The same people who had been willing for years to stash their companies’ money, and their personal fortunes, at SVB, suddenly balked. Concerns rippled through group chats and social media. High-profile venture firms told their portfolio companies to get out.
What’s left is owned by the government, which — in a dramatic move — has pledged to back deposits above the $250,000 limit insured by the Federal Deposit Insurance Corp. so every SVB customer will be fully repaid.
That guarantee has stemmed the immediate panic that swept through the tech world over the weekend. On Monday, most companies were able to access their money, and many began taking it out to put in other banks. But the long-term impact of SVB’s failure is just beginning to set in.
“The biggest loss that we will feel is the social fabric that SVB provided,” said Casey Rosenthal, CEO of security software company Verica. “My investors and I will have a much more difficult time finding financial solutions like venture debt loans with other banking providers who aren’t as technically savvy.”
Customers lined up earlier this week to withdraw their funds. One venture capitalist, who spoke on the condition of anonymity to keep his firm’s finances private, said he plans to take his business to Citi or Bank of America instead.
His company was among those telling their portfolio companies to withdraw their funds from SVB last week, a position he acknowledged was part of the bank’s demise.
“It’s frustrating because you get one warning sign … it costs nothing to take your money somewhere else and potentially you’re risking money by leaving it in,” he said.
Politicians on both the left and right have criticized the government’s rescue of SVB, and President Biden has taken pains not to call it a “bailout” for fear of being accused of helping wealthy bankers.
Isa Watson, CEO of New York-based social media company Squad, said her start-up had a covenant with SVB to bank exclusively. Still, she wasn’t looking for alternatives before the bank run.
“SVB was the only bank that really took us seriously in our early days before we raised venture capital,” said Watson, who began banking with SVB five years ago.
Last week, Watson first started hearing that something was wrong Wednesday night. By Thursday, it was all over social media.
Watson conferred with investors and other founders about whether to pull her company’s money out. But before she could make a final call, the government stepped in and shut down the bank. She spent the weekend transferring the company’s recurring bills onto her personal credit card.
“There will have to be an SVB replacement,” she added.
For now, it’s unclear what that could be. Other regional banks in the Bay Area cater to start-ups and tech founders, too, like First Republic Bank, but none have the level of expertise and reputation that SVB had. And investors are worried First Republic could be in trouble, too — its stock is down 82 percent since March 8.

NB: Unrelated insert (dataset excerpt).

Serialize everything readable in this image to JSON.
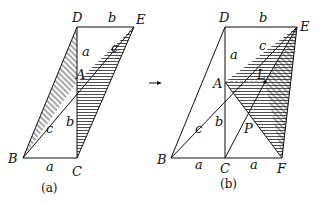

The government is shopping around what’s left of SVB to potential acquirers, but new management may be skeptical of the business model that potentially left the bank in a precarious position. Start-ups themselves will be careful not to put all their eggs in one basket, likely banking with multiple banks in the future.
The tech world isn’t perfect, and much of the criticism leveled at it, such as the lack of funding going to female founders, is legitimate, Giorgi said. SVB’s collapse, though, creates a new set of issues no one was expecting.
“There are clearly problems here. I just don’t think any of us anticipated that the big problem was our bank,” Giorgi said. “That wasn’t the one that we saw coming.”
Lisa Bonos contributed to this report.